Far below us three-million people were going about their Sunday mornings. Up here we felt like the kings and queens of the mountain, finding purple and red orchids in the shade of cool rocks in the middle of a scorching summer. “I love paying zero for a million-dollar experience,” Mike said.
By 10 a.m. we were back at our cars; four and a half hours to our own little corner of paradise and back. And a sweet memory tucked behind our hearts to last the whole week.
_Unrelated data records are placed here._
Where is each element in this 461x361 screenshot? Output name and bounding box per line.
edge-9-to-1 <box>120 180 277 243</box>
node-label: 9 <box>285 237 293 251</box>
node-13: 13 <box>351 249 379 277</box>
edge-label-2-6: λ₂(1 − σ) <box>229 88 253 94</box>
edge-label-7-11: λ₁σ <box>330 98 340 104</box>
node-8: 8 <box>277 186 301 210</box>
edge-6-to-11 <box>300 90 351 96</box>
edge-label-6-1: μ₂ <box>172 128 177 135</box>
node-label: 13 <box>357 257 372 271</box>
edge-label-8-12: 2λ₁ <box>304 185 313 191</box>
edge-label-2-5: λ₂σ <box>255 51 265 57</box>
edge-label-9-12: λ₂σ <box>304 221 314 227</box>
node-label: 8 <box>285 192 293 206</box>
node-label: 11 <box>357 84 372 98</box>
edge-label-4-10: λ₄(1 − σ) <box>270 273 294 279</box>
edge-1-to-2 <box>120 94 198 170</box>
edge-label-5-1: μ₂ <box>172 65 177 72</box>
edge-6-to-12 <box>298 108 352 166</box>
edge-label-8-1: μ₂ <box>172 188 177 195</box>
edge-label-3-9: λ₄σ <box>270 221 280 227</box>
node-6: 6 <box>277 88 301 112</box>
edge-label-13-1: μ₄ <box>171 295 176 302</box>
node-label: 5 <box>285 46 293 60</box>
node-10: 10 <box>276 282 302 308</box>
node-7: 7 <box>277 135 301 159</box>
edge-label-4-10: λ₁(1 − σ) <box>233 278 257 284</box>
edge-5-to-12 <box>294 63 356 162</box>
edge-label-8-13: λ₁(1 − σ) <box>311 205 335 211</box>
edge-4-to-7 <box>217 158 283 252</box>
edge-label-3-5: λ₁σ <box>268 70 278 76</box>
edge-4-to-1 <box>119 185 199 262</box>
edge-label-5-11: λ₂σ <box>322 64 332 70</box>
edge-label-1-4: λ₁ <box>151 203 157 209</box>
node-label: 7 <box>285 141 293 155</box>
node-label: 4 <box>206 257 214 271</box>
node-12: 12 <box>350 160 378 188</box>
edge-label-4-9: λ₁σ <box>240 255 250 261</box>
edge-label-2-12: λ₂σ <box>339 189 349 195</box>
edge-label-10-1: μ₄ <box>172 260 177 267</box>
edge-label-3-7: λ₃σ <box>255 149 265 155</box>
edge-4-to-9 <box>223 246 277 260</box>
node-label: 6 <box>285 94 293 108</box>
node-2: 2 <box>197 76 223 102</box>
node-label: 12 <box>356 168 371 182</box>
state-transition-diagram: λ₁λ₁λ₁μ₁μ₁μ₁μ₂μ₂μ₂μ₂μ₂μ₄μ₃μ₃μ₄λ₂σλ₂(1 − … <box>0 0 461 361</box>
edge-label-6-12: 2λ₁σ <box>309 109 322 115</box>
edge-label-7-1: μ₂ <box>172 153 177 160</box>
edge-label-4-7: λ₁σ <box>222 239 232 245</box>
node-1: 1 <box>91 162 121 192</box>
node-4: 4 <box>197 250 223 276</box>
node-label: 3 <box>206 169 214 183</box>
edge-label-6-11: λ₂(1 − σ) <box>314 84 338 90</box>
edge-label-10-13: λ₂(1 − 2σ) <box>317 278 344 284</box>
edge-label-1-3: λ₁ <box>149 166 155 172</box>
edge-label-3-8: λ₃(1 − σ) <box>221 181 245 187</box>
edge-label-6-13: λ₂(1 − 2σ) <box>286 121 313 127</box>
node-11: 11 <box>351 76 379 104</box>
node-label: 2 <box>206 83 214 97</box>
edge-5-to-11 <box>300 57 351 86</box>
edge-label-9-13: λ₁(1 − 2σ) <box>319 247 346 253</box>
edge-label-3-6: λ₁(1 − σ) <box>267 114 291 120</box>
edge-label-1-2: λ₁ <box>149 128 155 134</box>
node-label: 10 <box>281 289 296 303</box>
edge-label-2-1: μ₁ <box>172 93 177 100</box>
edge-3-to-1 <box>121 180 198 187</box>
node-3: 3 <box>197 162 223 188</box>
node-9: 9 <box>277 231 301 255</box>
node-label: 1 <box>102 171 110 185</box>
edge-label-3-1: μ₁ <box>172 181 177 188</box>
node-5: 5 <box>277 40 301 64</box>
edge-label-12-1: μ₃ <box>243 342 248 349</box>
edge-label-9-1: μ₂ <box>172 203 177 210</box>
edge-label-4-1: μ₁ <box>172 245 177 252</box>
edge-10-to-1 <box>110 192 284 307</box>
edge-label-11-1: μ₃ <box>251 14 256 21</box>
Wednesday, January 6, 2010

A walk to the Khoisan princess' cave

I haven't been on the mountain for about six weeks. After Christmas, time with family and eight days in the hot, hot Kalahari I'm missing my mountain. Life has been one long heatwave lately. 40+ temperatures in the Kalahari Kgalagadi Transfrontier Park, only to arrive back in Cape Town to the bubbling sound of another, or maybe just one long, melted, heatwave.
So this morning, when I saw pale, cool clouds covering the mountain, I went to visit the princess in Silvermine. Most people in Cape Town have spotted the huge cave above Ou Kaapse Weg. You can see the big, shady hole in the mountain from almost anywhere in the Cape Flats. Its official name is Elephant's Eye cave, but I prefer the story of the Khoisan Princess.
According to myth/legend/fireside stories, she lived up there in the 1500's. (The other part of the legend is that the river that ran down there filled the Princess Vlei far below.)
Have to say, after all that sitting in the car over the past few weeks, my legs felt a bit cranky on the first uphill. But all pain was forgotten when I saw a row of salmon petals running up a stalk. Watsonias, or to be precise, watsonia tabularis. She is the beauty of high summer.
When the endorphins start kicking in everything looks special, even a spindly ball of feathery grass seed. Then some more watsonias, etched against the sky where the heat has burnt away the last of the morning’s clouds.
One of the best parts of this route is the path along the shady pines, but not for much longer. This morning I heard the sound of buzzing chainsaws, the day of pine trees on the mountain are over. Then the spot where the stream crosses the path. How often do you actually spot a startled frog plop into a stream? Reminds me of the haiku I read: The old pond/a frog jumps in/plop.
In the stream art and poems float around. Open seed pods. A dead moth on a grass stalk. And the tinkling of water on a hot day; the sweetest sound.
The path leaves the shade behind and a breeze catches a carpet of restios, grassy heads dipping, whispering, sooshing. A radio crackles at the fire look-out. I’ve never seen someone here before. A man called Alvin sticks his head out the window, two teardrop golden earrings dangling and wearing a t-shirt that says ‘toxic is the new black’. Can you figure that one out?
He’s listening to Good Hope FM and reckons this is the most boring job in the world. His job is to watch the mountains from Silvermine East, over theeere... to Constantia Nek, way over theeeere. They dazzle and sizzle in the heat, blue ridges simmering, green forests hanging on, turquoise sky flying into infinity. But Alvin is not impressed. On his narrow 20-something shoulders rests an awesome responsibility. Don’t let Table Mountain burn! And this is fire season. Yesterday and today are high risk, full alert days.
After the last 50m steep climbing in the mid-morning sun (hold legs, hold), the cave is a moist, green, cool, velvet, fern-lined princess chamber. And just in case you were wondering, Jungle was here in ’08. Or so says the graffiti.
Sitting up there, looking out over the flatlands, the lakes, the long white beach, the miles of foamy waves breaking, can you really imagine anything but a princess living here?